Leveraging Plasmonic Nanocavity Arrays Forming Metasurfaces to Boost Second Harmonic Generation due to Surface Effects
Plasmonic metasurfaces have emerged as a promising platform for enhancing a range of nonlinear optical processes, offering compact geometry and flexibility in light manipulation. Second order nonlinear processes, like second harmonic generation (SHG), typically require non-centrosymmetric crystals to be realized. Here, we experimentally demonstrate enhanced SHG response by using a gold nanocavity array forming a plasmonic metasurface absorber where titanium dioxide (TiO2), a centrosymmetric dielectric material, with subwavelength thickness is deposited in the realized nanogaps. While such dielectric material has an extremely low second order nonlinear susceptibility, we observe 105-fold boosting in the nonlinear SHG process mainly due to the surface nonlinear susceptibility of the gold metal aided by the significant electric field enhancement that occurs in the nanogaps due to the formed nanocavity resonance. The experimental results obtained are theoretically explained with extensive and rigorous nonlinear simulations that consider all the bulk and surface linear and nonlinear material properties. The presented robust harmonic generation from an ultrathin plasmonic metasurface can be used in nonlinear and quantum integrated photonic applications.
💡 Research Summary
In this work the authors demonstrate a dramatic enhancement of second‑harmonic generation (SHG) using a plasmonic metasurface composed of a gold (Au) nanostripe array separated from an Au mirror by an ultrathin (4 nm) TiO₂ layer. The TiO₂ film is centrosymmetric and possesses an almost negligible bulk χ^(2), yet the device exhibits a 10⁵‑fold increase in SHG intensity compared with a plain Au film. The key to this performance lies in the strong electric‑field confinement that occurs inside the nanogap when the structure is resonantly excited at the fundamental wavelength. The resonant plasmonic mode concentrates the field primarily along the out‑of‑plane (z) direction, which strongly drives the nonlinear surface polarization at the Au‑TiO₂ interfaces.
The metasurface geometry (nanostripe width, height, and period) was optimized via full‑wave electromagnetic simulations to maximize the local field enhancement while achieving near‑perfect absorption at the pump wavelength. The optimized design yields a reflected SHG signal that can be measured directly without the need for near‑field probes, a clear advantage over isolated nanoparticle configurations.
To interpret the experimental results, the authors performed rigorous nonlinear finite‑element simulations in COMSOL. They incorporated the surface nonlinear susceptibility of Au using experimentally measured Rudnick‑Stern parameters (γ, β, δ) and treated the bulk χ^(2) of both Au and TiO₂ as negligible because the materials are centrosymmetric and the electric‑field divergence inside them is essentially zero. The nonlinear wave equation derived from Maxwell’s equations was solved under the undepleted‑pump approximation, with the incident femtosecond pulse intensity set to the experimental peak power (~10⁸ W cm⁻²). The simulated SHG spectra and absolute conversion efficiencies match the measured data quantitatively, confirming that the dominant contribution originates from surface‑induced nonlinear currents rather than bulk effects.

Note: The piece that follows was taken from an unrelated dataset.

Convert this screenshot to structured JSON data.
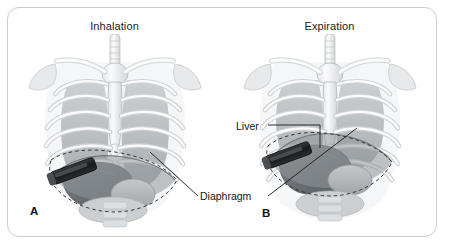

Additional linear optical characterization shows that the metasurface absorbs almost all incident light at the fundamental frequency and also exhibits significant absorption at the second‑harmonic wavelength, which helps suppress re‑absorption of the generated SHG signal and further boosts the observable output.
Overall, the study provides three major insights: (1) Surface nonlinearities of noble metals, when strongly enhanced by nanogap field confinement, can dominate SHG even when the dielectric filling is centrosymmetric and intrinsically weakly nonlinear; (2) Periodic metasurface arrays enable robust, far‑field detectable SHG signals, overcoming the weak scattering limitations of single nanocavities or nanoparticles; and (3) The close agreement between theory and experiment validates a design workflow that combines electromagnetic optimization with accurate surface‑nonlinearity modeling, paving the way for ultrathin, efficient nonlinear photonic components. Potential applications include on‑chip frequency conversion, nonlinear sensing, and integration into quantum photonic circuits where compact, high‑efficiency nonlinear elements are essential.